I think the metaphor of red, yellow, green lights is just so simple and so powerful. You write about some green lights being engineered and some being mystical, which I love, the difference of that? What's the difference of the engineered green lights and the mystical? Such a cool word, mystical? Well, the engineered ones have reason and the mystical ones have rhyme. Yeah. You know, life's a mystery going forward, but it's a science. Looking back, I was prepared. I've had ideas, written headlines, and had goals, and athlete gets in shape for an event, and I get in shape for a role, I read, I study, I work, I prepare, and I go. I'm prepared, and I behave, and I do it, and I look at it and I go,” Yes, that's what I wanted to do.”  It's engineered green light. It's a conscious, delayed gratification. We can engineer those habits, work ethic, prep, expertise, education. And the mystical ones, though, don't make any sense. They're not supposed to make sense. They only make sense after when they happen, you backlog and you connect the dots with how you got there, that red light you ran into on the road that made you 30 seconds later to get to the restaurant and as you walked in, she walked out, and he went, “good morning,” and she went, “good morning.” And two months later, you're dating, two years later, you're married, a year after that you got a family, and now you're sitting here 40 years later, going, I love you. Look at what we've built. And you go back and go, what if I wouldn't hit that red light, those 30 seconds made all the difference.

Are you able to separate the man you are from the character you play? Am I able to separate? Yeah, I came home to my kids, and then they walk in the door and greet me and go, what'd you do today? And you got three kids under 10 years old. You don't tell them about the scene where you help someone commit suicide. So you turn it into a parable. And actually, I've always said this, having kids has made me a better actor, a better storyteller.

It was announced that you'll be starring in a Yellowstone spin off show. What do you think about the cowboy ethos that permeates Yellowstone and other shows created by Taylor Sheridan.
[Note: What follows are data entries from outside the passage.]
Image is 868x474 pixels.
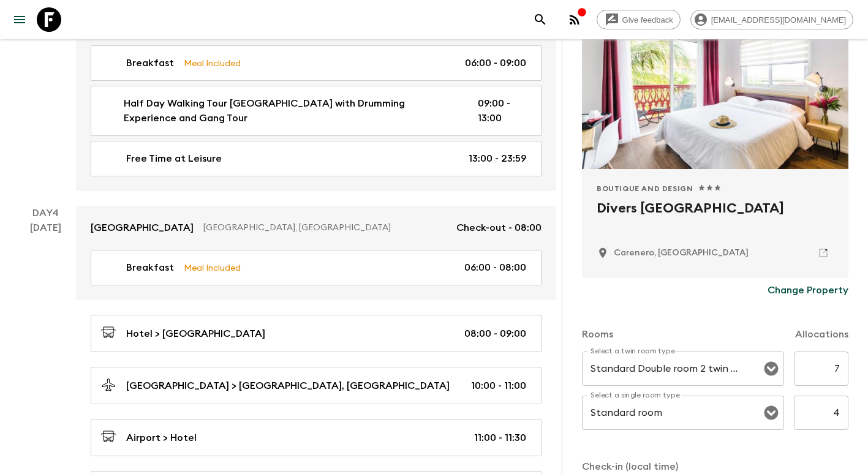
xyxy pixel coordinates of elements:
p: [GEOGRAPHIC_DATA], [GEOGRAPHIC_DATA] [204,221,447,234]
p: Carenero, Panama [614,247,749,259]
p: Day 4 [15,206,76,221]
p: 10:00 - 11:00 [471,378,526,393]
p: Hotel > [GEOGRAPHIC_DATA] [126,327,265,341]
h2: Divers [GEOGRAPHIC_DATA] [597,198,834,238]
a: BreakfastMeal Included06:00 - 09:00 [90,45,541,81]
p: Free Time at Leisure [126,151,221,166]
p: Airport > Hotel [126,430,196,445]
p: Breakfast [126,260,174,275]
label: Select a twin room type [590,346,675,356]
p: Allocations [795,327,848,341]
button: Change Property [767,278,848,303]
button: Open [763,404,780,421]
span: Boutique and Design [597,184,692,193]
p: 09:00 - 13:00 [478,96,526,126]
p: 06:00 - 08:00 [464,260,526,275]
button: search adventures [528,7,552,32]
span: [EMAIL_ADDRESS][DOMAIN_NAME] [704,16,852,24]
p: 13:00 - 23:59 [469,151,526,166]
p: [GEOGRAPHIC_DATA] [90,221,193,236]
p: Half Day Walking Tour [GEOGRAPHIC_DATA] with Drumming Experience and Gang Tour [124,96,458,126]
a: Hotel > [GEOGRAPHIC_DATA]08:00 - 09:00 [90,315,541,353]
div: [EMAIL_ADDRESS][DOMAIN_NAME] [690,10,853,30]
p: Rooms [582,327,613,341]
a: [GEOGRAPHIC_DATA] > [GEOGRAPHIC_DATA], [GEOGRAPHIC_DATA]10:00 - 11:00 [90,367,541,404]
p: Meal Included [184,56,241,70]
span: Give feedback [615,16,680,24]
p: 06:00 - 09:00 [465,56,526,70]
p: Breakfast [126,56,174,70]
a: [GEOGRAPHIC_DATA][GEOGRAPHIC_DATA], [GEOGRAPHIC_DATA]Check-out - 08:00 [76,206,556,250]
p: 11:00 - 11:30 [474,430,526,445]
p: 08:00 - 09:00 [464,327,526,341]
div: [DATE] [30,16,61,191]
a: BreakfastMeal Included06:00 - 08:00 [90,250,541,285]
button: menu [7,7,32,32]
button: Open [763,360,780,377]
p: Meal Included [184,261,241,275]
a: Free Time at Leisure13:00 - 23:59 [90,141,541,176]
a: Half Day Walking Tour [GEOGRAPHIC_DATA] with Drumming Experience and Gang Tour09:00 - 13:00 [90,86,541,136]
p: Change Property [767,283,848,298]
a: Airport > Hotel11:00 - 11:30 [90,419,541,456]
p: Check-out - 08:00 [456,221,541,236]
a: Give feedback [597,10,681,30]
label: Select a single room type [590,390,680,401]
div: Photo of Divers Paradise Boutique Hotel [582,10,848,169]
p: Check-in (local time) [582,459,848,474]
p: [GEOGRAPHIC_DATA] > [GEOGRAPHIC_DATA], [GEOGRAPHIC_DATA] [126,378,450,393]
You are a Texan. What do you think about that? Like philosophy and way of life? I admire the simplicity of it. I mean, one bit, one way you could explain Yellowstone and Costner's role is, what will man do to protect land and family in a world that's trying to encroach. I admire that simplicity of right and wrong and that the simplicity, that right and wrong doesn't always correlate with the law. No, it's above the law.

Cynicism is a horrible disease of getting older. I'm not going to do that. I’m fighting my cynicism off as much as I can.

Texas is liberal on your entrance. We have very little requirement on your entrance. Less regulation. “Hey, welcome.” High trust. “Sir, welcome to our state. Come on in.” But if you cheat and steal, yeah, we're conservative on our consequences.

Just keep living, man. I mean, what else are we supposed to do when we don't have any idea what to do? Make it matter. Even when it doesn't matter, that matters. For what? I don't know. For the fun of it, that matters. Our ability to create meaning and beauty in the mundane, in the absurd, it's kind of cool. And then we share it with each other. We get excited. And we create some pretty cool stuff along the way. It might be arrogant for me to say, but I do believe that we're here to each generation have a small ascension. Or else what's it for?

I think life's a verb. Live it as best we can. Hopefully. Sometimes I'm just, I don't have a grand plan. Man, I'm just trying to connect the damn dot. I'm confused, frustrated. I don't know what, I don't feel any gravity or building or lineage towards what I'm doing. And I just remember this line: “If you don't believe in heaven, do what you can to get as far away from hell as possible sometimes.”

"Don't walk into a place like you wanna buy it, walk in like you own it."